We can create a similar function named movielens.arr_to_input_16_products to convert the product factor array into named columns.

TODO 2: Create a function that returns named columns from a size 16 product factor array.


In [ ]:
%%bigquery --project $PROJECT
CREATE OR REPLACE FUNCTION movielens.arr_to_input_16_products(p ARRAY<FLOAT64>)
RETURNS 
    STRUCT<
        p1 FLOAT64,
        p2 FLOAT64,
        p3 FLOAT64,
        p4 FLOAT64,
        p5 FLOAT64,
        p6 FLOAT64,
        p7 FLOAT64,
        p8 FLOAT64,
        p9 FLOAT64,
        p10 FLOAT64,
        p11 FLOAT64,
        p12 FLOAT64,
        # TODO: Finish building this struct
    > AS (STRUCT(
        p[OFFSET(0)],
        p[OFFSET(1)],
        p[OFFSET(2)],
        p[OFFSET(3)],
        p[OFFSET(4)],
        p[OFFSET(5)],
        p[OFFSET(6)],
        p[OFFSET(7)],
        p[OFFSET(8)],
        p[OFFSET(9)],
        p[OFFSET(10)],
        p[OFFSET(11)],
        p[OFFSET(12)],
        # TODO: Finish building this struct
));

Then, we can tie together metadata about users and products with the user factors and product factors obtained from the matrix factorization approach to create a regression model to predict the rating:


In [ ]:
%%bigquery --project $PROJECT
CREATE OR REPLACE MODEL movielens.recommender_hybrid 
OPTIONS(model_type='linear_reg', input_label_cols=['rating'])
AS

SELECT
  * EXCEPT(user_factors, product_factors),
    movielens.arr_to_input_16_users(user_factors).*,
    movielens.arr_to_input_16_products(product_factors).*
FROM
  movielens.hybrid_dataset

There is no point looking at the evaluation metrics of this model because the user information we used to create the training dataset was fake (not the RAND() in the creation of the loyalty column) -- we did this exercise in order to demonstrate how it could be done.
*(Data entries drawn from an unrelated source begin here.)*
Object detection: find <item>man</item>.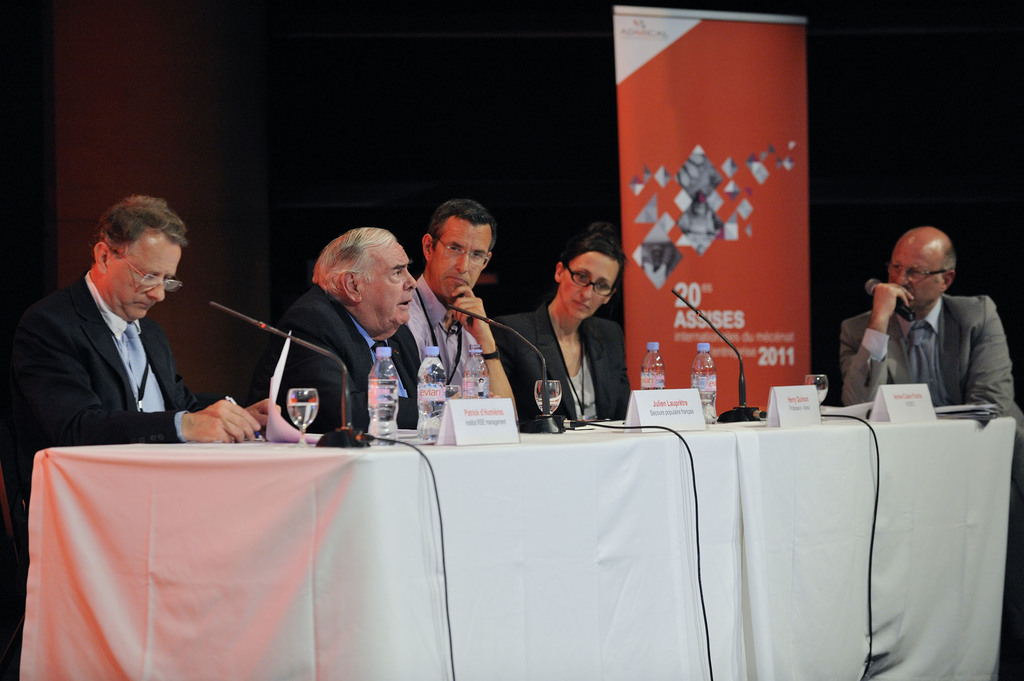
box=[838, 226, 1023, 506].
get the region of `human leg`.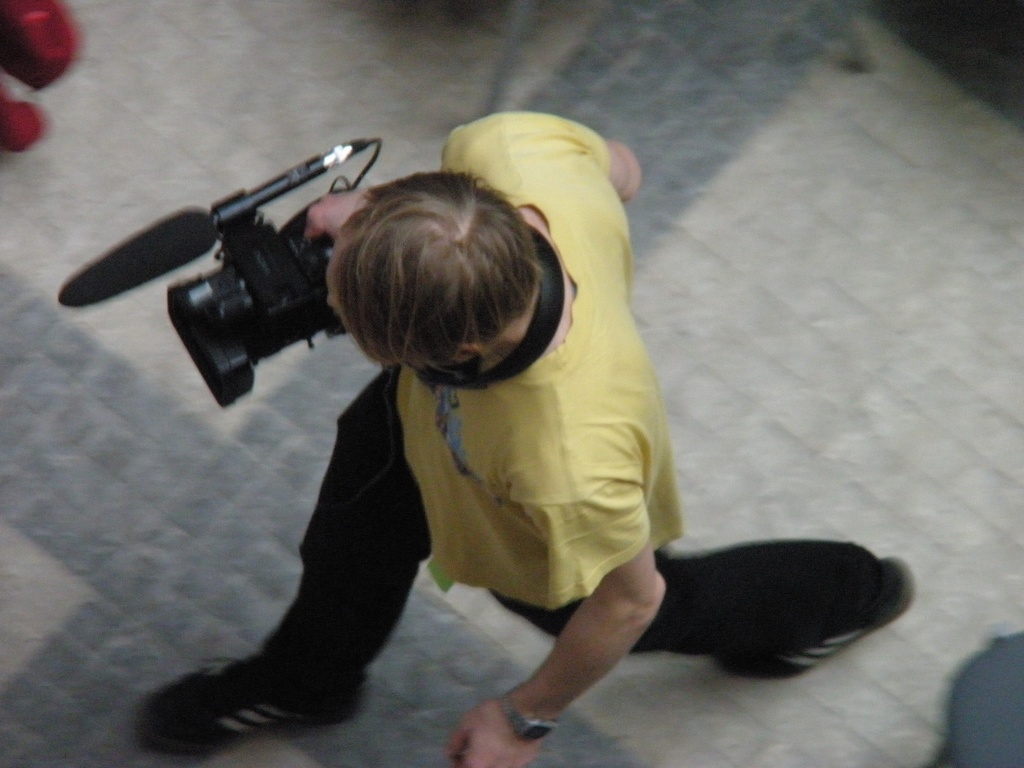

And of course, we could train a dnn_regressor model and optimize the hyperparameters if we want a more sophisticated model. But if we are going to go that far, it might be better to consider using Auto ML tables, covered in the next section.
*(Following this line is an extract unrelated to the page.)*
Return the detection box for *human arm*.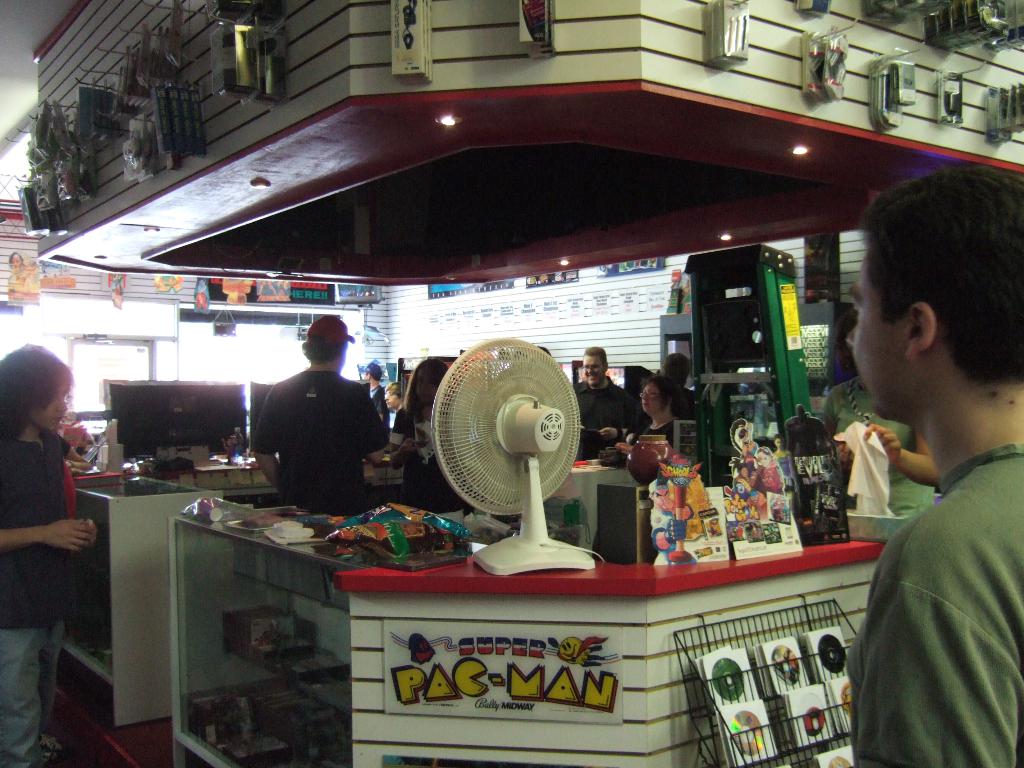
[left=361, top=392, right=388, bottom=463].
Copyright 2019 Google Inc. Licensed under the Apache License, Version 2.0 (the "License"); you may not use this file except in compliance with the License. You may obtain a copy of the License at http://www.apache.org/licenses/LICENSE-2.0 Unless required by applicable law or agreed to in writing, software distributed under the License is distributed on an "AS IS" BASIS, WITHOUT WARRANTIES OR CONDITIONS OF ANY KIND, either express or implied. See the License for the specific language governing permissions and limitations under the License.